The task: Using the listing below, retype exactly the lines starting at the one with "The width and height of the screenshot is (840, 472)." and ending at the one with "The image size", and include both.

Input data:
Start of Block

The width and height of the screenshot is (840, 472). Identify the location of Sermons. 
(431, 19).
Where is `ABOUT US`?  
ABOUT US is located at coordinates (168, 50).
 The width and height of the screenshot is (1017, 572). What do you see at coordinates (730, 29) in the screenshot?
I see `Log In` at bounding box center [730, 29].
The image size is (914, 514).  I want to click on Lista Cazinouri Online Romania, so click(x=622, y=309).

End of Block
Start of Block

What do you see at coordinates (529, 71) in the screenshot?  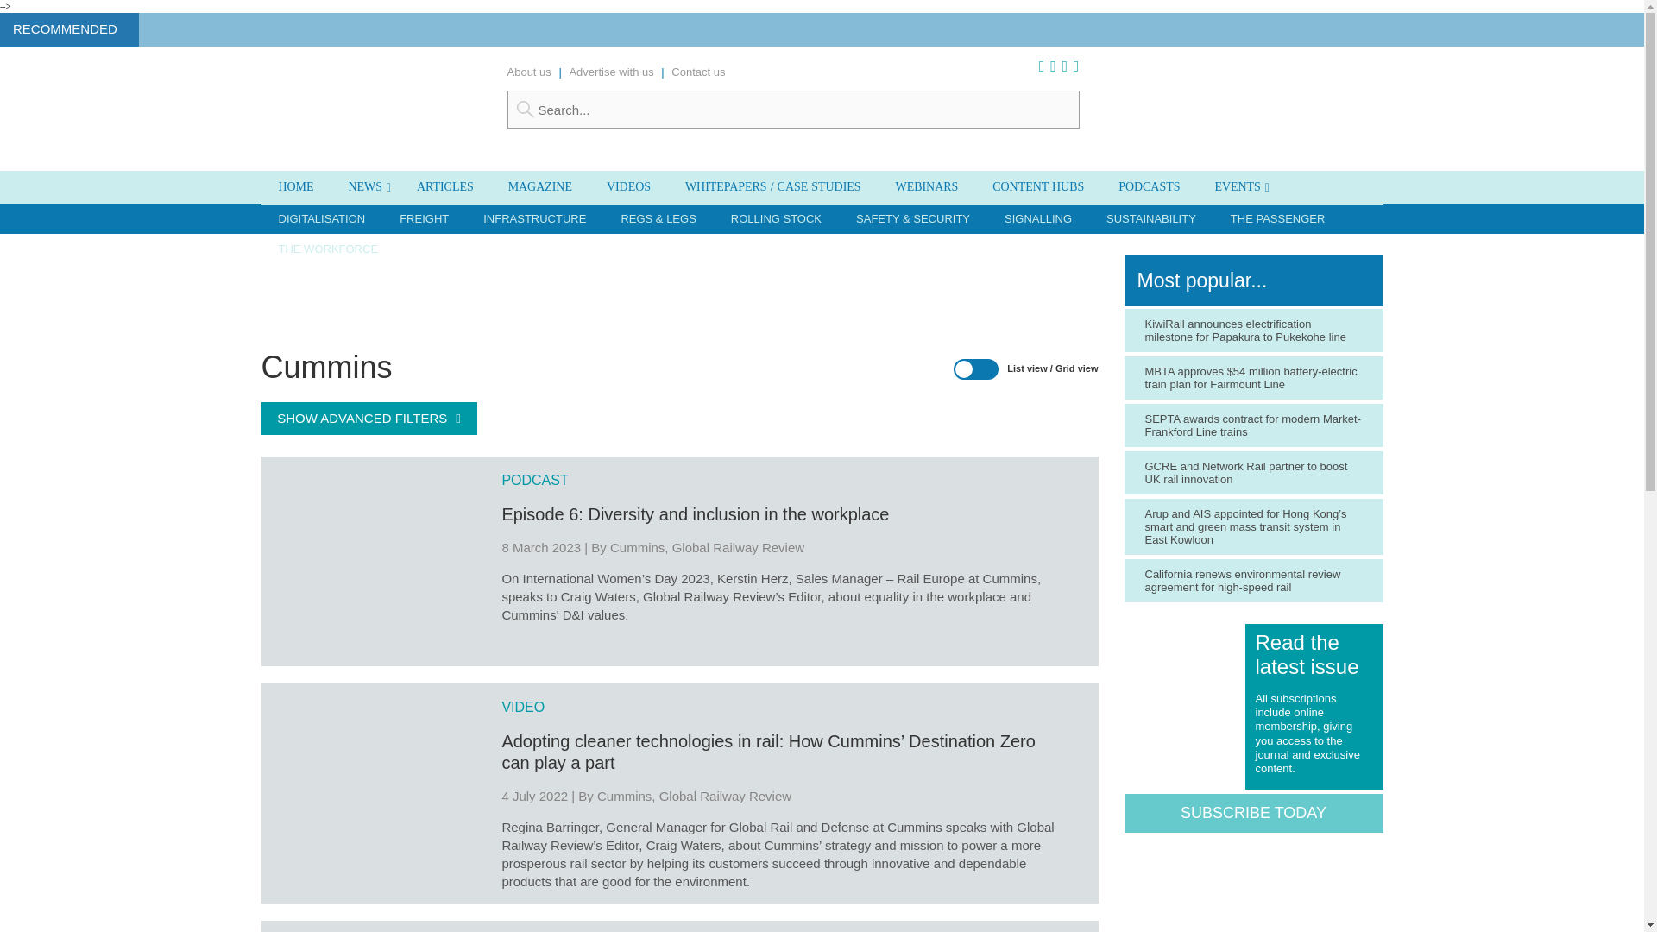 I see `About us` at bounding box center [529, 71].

End of Block

Task result:
The width and height of the screenshot is (840, 472). Identify the location of Sermons. 
(431, 19).
Where is `ABOUT US`?  
ABOUT US is located at coordinates (168, 50).
 The width and height of the screenshot is (1017, 572). What do you see at coordinates (730, 29) in the screenshot?
I see `Log In` at bounding box center [730, 29].
The image size is (914, 514).  I want to click on Lista Cazinouri Online Romania, so click(x=622, y=309).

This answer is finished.